This photo provides a good look at how frayed some of the wire was behind the speedometer. Worse, this wiring was sitting on the metal brace!! in the background is the volt-a-drop which provides stepped down voltage to the King Seeley speedometer).
Electrical Mess:
We’ve been working hard on Patterson the last couple of days. Most of our time has been consumed with checking wiring and rewiring stuff. Between frayed wires and mis-wired stuff, it’s filled our time. Apart from the types of frayed wire seen in the pic above, I discovered 1) the wires to the amp gauge and light were wired into the oil light (fortunately, all I had to do was pop out the light and plug it into the amp light), 2) the amp light was missing altogether (thankfully I could steal one off of Rusty’s speedometer), 3) the ignition jumper that screws to the back of the speedometer was laying on the metal brace (must have caused some shorting), 4) the oil light wire was wired to the fuel gauge (which explains in part why the fuel gauge didn’t work … well that and there was no wire connected to the fuel tank wire.
Dimmer Switch:
No more red paint on this dimmer switch.
The dimmer switch has been lubed, reassembled, de-painted, and installed.
The Horn Wire
Patterson came with a button attached to the side of the steering column that was used as a horn, but it didn’t work. Since we were already changing some of the wiring around, we decided to steal the column shift button wiring from Rusty’s steering column I wired last month and use it on Patterson.
To start, I knew we had to run some non-electric wire (similar to bailing wiring) through the length of the column in order to pull the horn button’s electric wire down the shaft. That sounded like a good idea, but several attempts at pushing the wire up the column were a failure: the wire kept getting snagged as I pushed it up the column. I was getting frustrated.
But then, my genius wife had an idea. Why not blow some thread down the column using an air compressor nozzle. Once the thread came out the bottom, we could pull the bailing-like wire back through. I admit, at first I thought it sounded a little crazy. After all, near the bottom of the column shaft it narrows, so I thought for sure the thread would be stopped by it. But, then I took a breath and thought …. hmmm … what could it hurt to try?
Sure enough, she produced some thread, dropped a little down the column, then stuck the air nozzle into the hole. That thread blew threw the bottom of the column in a couple seconds. It was genius! Well, almost genius, as we had to upgrade our thread to thicker thread. Other than that, we had the column horn working in no time!
This is the thin thread we tried. It didn’t she enough tensile strength to pull up the wire. She just dropped some thread in and the air blew the rest of the thread down through that small hole at the bottom.
Once we shifted to the thicker, black thread it worked perfectly.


• Assigned task
What follows is a set of entries. Repeat them exactly, but not their pictures.

• Input
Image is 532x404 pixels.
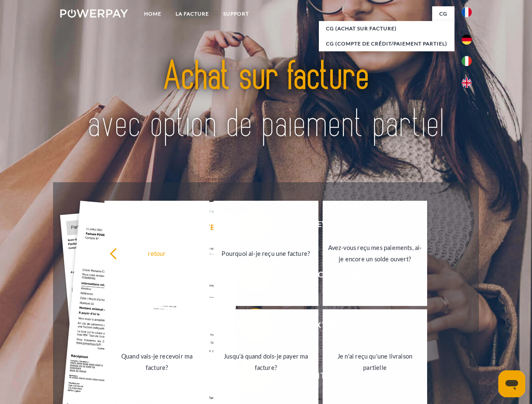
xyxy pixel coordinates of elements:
div: retour [109,247,204,259]
img: title-powerpay_fr.svg [80,40,451,161]
img: logo-powerpay-white.svg [60,9,128,17]
div: Je n'ai reçu qu'une livraison partielle [328,350,422,373]
div: Jusqu'à quand dois-je payer ma facture? [218,350,314,373]
iframe: Bouton de lancement de la fenêtre de messagerie [498,370,525,397]
a: CG (Compte de crédit/paiement partiel) [319,36,454,51]
a: Avez-vous reçu mes paiements, ai-je encore un solde ouvert? [323,201,427,306]
img: it [462,56,471,66]
a: CG (achat sur facture) [319,21,454,36]
a: Support [216,7,256,21]
a: LA FACTURE [168,7,216,21]
img: en [462,78,471,88]
img: fr [462,7,471,17]
div: Avez-vous reçu mes paiements, ai-je encore un solde ouvert? [328,242,422,265]
a: CG [432,7,454,21]
a: Home [137,7,168,21]
div: Pourquoi ai-je reçu une facture? [218,247,314,259]
img: de [462,34,471,45]
div: Quand vais-je recevoir ma facture? [109,350,204,373]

• Solved problem
Image is 532x404 pixels.
xyxy pixel coordinates of elements:
div: retour [109,247,204,259]
img: title-powerpay_fr.svg [80,40,451,161]
img: logo-powerpay-white.svg [60,9,128,17]
div: Je n'ai reçu qu'une livraison partielle [328,350,422,373]
div: Jusqu'à quand dois-je payer ma facture? [218,350,314,373]
iframe: Bouton de lancement de la fenêtre de messagerie [498,370,525,397]
a: CG (Compte de crédit/paiement partiel) [319,36,454,51]
a: Avez-vous reçu mes paiements, ai-je encore un solde ouvert? [323,201,427,306]
img: it [462,56,471,66]
a: CG (achat sur facture) [319,21,454,36]
a: Support [216,7,256,21]
a: LA FACTURE [168,7,216,21]
img: en [462,78,471,88]
img: fr [462,7,471,17]
div: Avez-vous reçu mes paiements, ai-je encore un solde ouvert? [328,242,422,265]
a: CG [432,7,454,21]
a: Home [137,7,168,21]
div: Pourquoi ai-je reçu une facture? [218,247,314,259]
img: de [462,34,471,45]
div: Quand vais-je recevoir ma facture? [109,350,204,373]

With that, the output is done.